Doubleday a division of Random House
First Edition hardcover 2014 – 314 pages
Paranormal fiction
This book is a creep-fest. Or at least that’s what other reviewers say. More or less.
This is a book about death and the grief it invokes and the things people do, out of that grief, to make their dead loved ones not dead. The Winter People or the ‘Sleepers’, as they are called, are dead souls stuck between here and there. Waiting.
Dr. McMahon drags us along for the better part of the first ¾ of the book between then (1908) and now (present day); between those people and these people so abruptly, that I just couldn’t get comfortable with any of the characters or their storyline.
I didn’t want to keep reading but I did because I really wanted to like this book. As I hit a little past half way through, the storylines began to merge into something of a page turner where it began to get my attention. Maybe that was the problem. It didn’t get my attention soon enough.

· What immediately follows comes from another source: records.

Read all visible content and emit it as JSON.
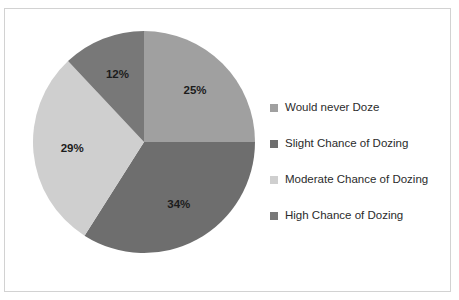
{
  "figure": {
    "background_color": "#ffffff",
    "frame_border_color": "#d2d2d2",
    "scan_artifact_text": "·  ·  ·"
  },
  "legend": {
    "position": "right",
    "items": [
      {
        "label": "Would never Doze",
        "color": "#a0a0a0"
      },
      {
        "label": "Slight Chance of Dozing",
        "color": "#6e6e6e"
      },
      {
        "label": "Moderate Chance of Dozing",
        "color": "#cfcfcf"
      },
      {
        "label": "High Chance of Dozing",
        "color": "#787878"
      }
    ]
  },
  "chart_data": {
    "type": "pie",
    "title": "",
    "subtitle": "",
    "xlabel": "",
    "ylabel": "",
    "grid": false,
    "legend_position": "right",
    "start_angle_deg": 0,
    "direction": "clockwise",
    "categories": [
      "Would never Doze",
      "Slight Chance of Dozing",
      "Moderate Chance of Dozing",
      "High Chance of Dozing"
    ],
    "values": [
      25,
      34,
      29,
      12
    ],
    "data_labels": [
      "25%",
      "34%",
      "29%",
      "12%"
    ],
    "colors": [
      "#a0a0a0",
      "#6e6e6e",
      "#cfcfcf",
      "#787878"
    ],
    "slices": [
      {
        "label": "Would never Doze",
        "value": 25,
        "data_label": "25%",
        "color": "#a0a0a0"
      },
      {
        "label": "Slight Chance of Dozing",
        "value": 34,
        "data_label": "34%",
        "color": "#6e6e6e"
      },
      {
        "label": "Moderate Chance of Dozing",
        "value": 29,
        "data_label": "29%",
        "color": "#cfcfcf"
      },
      {
        "label": "High Chance of Dozing",
        "value": 12,
        "data_label": "12%",
        "color": "#787878"
      }
    ],
    "total": 100,
    "units": "percent"
  }
}
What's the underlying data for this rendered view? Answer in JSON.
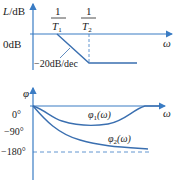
{
  "magnitude_plot": {
    "y_axis_label": "L/dB",
    "x_axis_label": "ω",
    "zero_label": "0dB",
    "corner1_num": "1",
    "corner1_den": "T",
    "corner1_sub": "1",
    "corner2_num": "1",
    "corner2_den": "T",
    "corner2_sub": "2",
    "slope_label": "−20dB/dec"
  },
  "phase_plot": {
    "y_axis_label": "φ",
    "x_axis_label": "ω",
    "tick_0": "0°",
    "tick_90": "−90°",
    "tick_180": "−180°",
    "curve1_label_main": "φ",
    "curve1_label_sub": "1",
    "curve1_label_arg": "(ω)",
    "curve2_label_main": "φ",
    "curve2_label_sub": "2",
    "curve2_label_arg": "(ω)"
  },
  "colors": {
    "axis": "#3a7cc4",
    "curve": "#3a6fb0",
    "text": "#222222"
  }
}
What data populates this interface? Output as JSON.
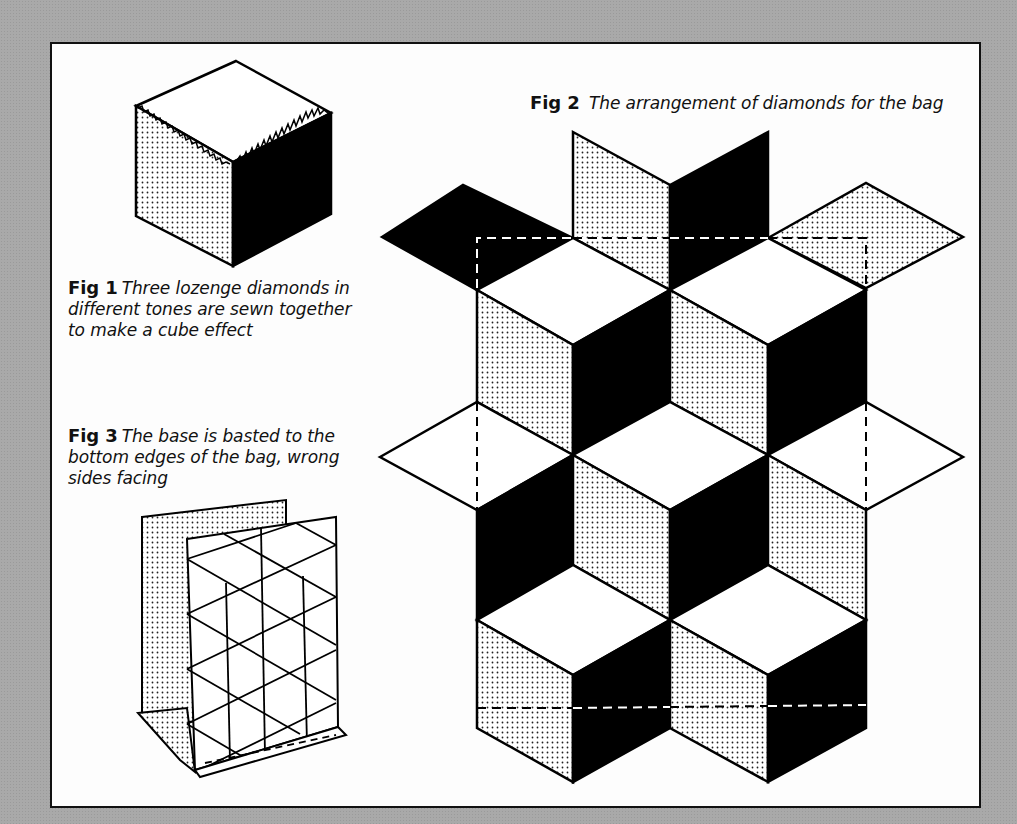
{
  "figures": [
    {
      "id": "fig1",
      "label": "Fig 1",
      "caption_lines": [
        "Three lozenge diamonds in",
        "different tones are sewn together",
        "to make a cube effect"
      ]
    },
    {
      "id": "fig2",
      "label": "Fig 2",
      "caption": "The arrangement of diamonds for the bag"
    },
    {
      "id": "fig3",
      "label": "Fig 3",
      "caption_lines": [
        "The base is basted to the",
        "bottom edges of the bag, wrong",
        "sides facing"
      ]
    }
  ],
  "tones": {
    "light": "#ffffff",
    "stipple": "dotted",
    "dark": "#000000"
  },
  "colors": {
    "background": "#a9a9a9",
    "paper": "#fdfdfd",
    "ink": "#111111"
  }
}
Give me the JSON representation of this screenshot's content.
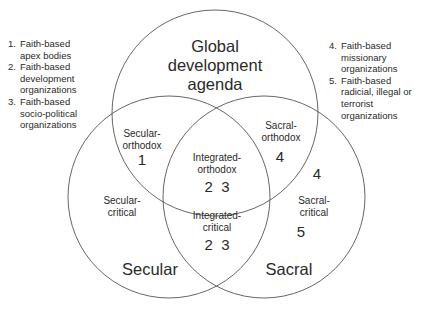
{
  "diagram": {
    "type": "venn",
    "circles": [
      {
        "id": "global",
        "label_lines": [
          "Global",
          "development",
          "agenda"
        ],
        "cx": 215,
        "cy": 113,
        "r": 103
      },
      {
        "id": "secular",
        "label": "Secular",
        "cx": 169,
        "cy": 197,
        "r": 101
      },
      {
        "id": "sacral",
        "label": "Sacral",
        "cx": 264,
        "cy": 197,
        "r": 101
      }
    ],
    "stroke_color": "#555555",
    "regions": {
      "secular_orthodox": {
        "line1": "Secular-",
        "line2": "orthodox",
        "numbers": "1"
      },
      "sacral_orthodox": {
        "line1": "Sacral-",
        "line2": "orthodox",
        "numbers": "4"
      },
      "integrated_orthodox": {
        "line1": "Integrated-",
        "line2": "orthodox",
        "numbers": "2  3"
      },
      "secular_critical": {
        "line1": "Secular-",
        "line2": "critical"
      },
      "integrated_critical": {
        "line1": "Integrated-",
        "line2": "critical",
        "numbers": "2  3"
      },
      "sacral_critical": {
        "line1": "Sacral-",
        "line2": "critical",
        "numbers_above": "4",
        "numbers": "5"
      }
    }
  },
  "legend_left": [
    {
      "num": "1.",
      "lines": [
        "Faith-based",
        "apex bodies"
      ]
    },
    {
      "num": "2.",
      "lines": [
        "Faith-based",
        "development",
        "organizations"
      ]
    },
    {
      "num": "3.",
      "lines": [
        "Faith-based",
        "socio-political",
        "organizations"
      ]
    }
  ],
  "legend_right": [
    {
      "num": "4.",
      "lines": [
        "Faith-based",
        "missionary",
        "organizations"
      ]
    },
    {
      "num": "5.",
      "lines": [
        "Faith-based",
        "radicial, illegal or",
        "terrorist",
        "organizations"
      ]
    }
  ]
}
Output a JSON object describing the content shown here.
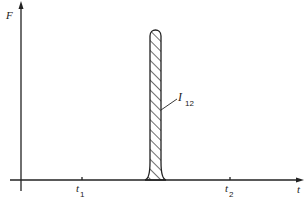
{
  "figure": {
    "y_axis_label": "F",
    "x_axis_label": "t",
    "ticks": [
      {
        "main": "t",
        "sub": "1"
      },
      {
        "main": "t",
        "sub": "2"
      }
    ],
    "pulse_label": {
      "main": "I",
      "sub": "12"
    }
  },
  "colors": {
    "ink": "#222222",
    "background": "#ffffff"
  }
}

This is a Third Person narrative with a First Person telling the story within that Third Person’s account. Or is it the other way around? If that isn’t confusing enough, the characters are one dimensional with not enough information given for any of them to even make this story plausible.
There’s a very old haunted house, a ghost here and there, and a dark woods that connects the past with the present. I suppose this kind of fright-factor appeals to some, but it was such a choppy telling, that I doubt I will read anything else by this author.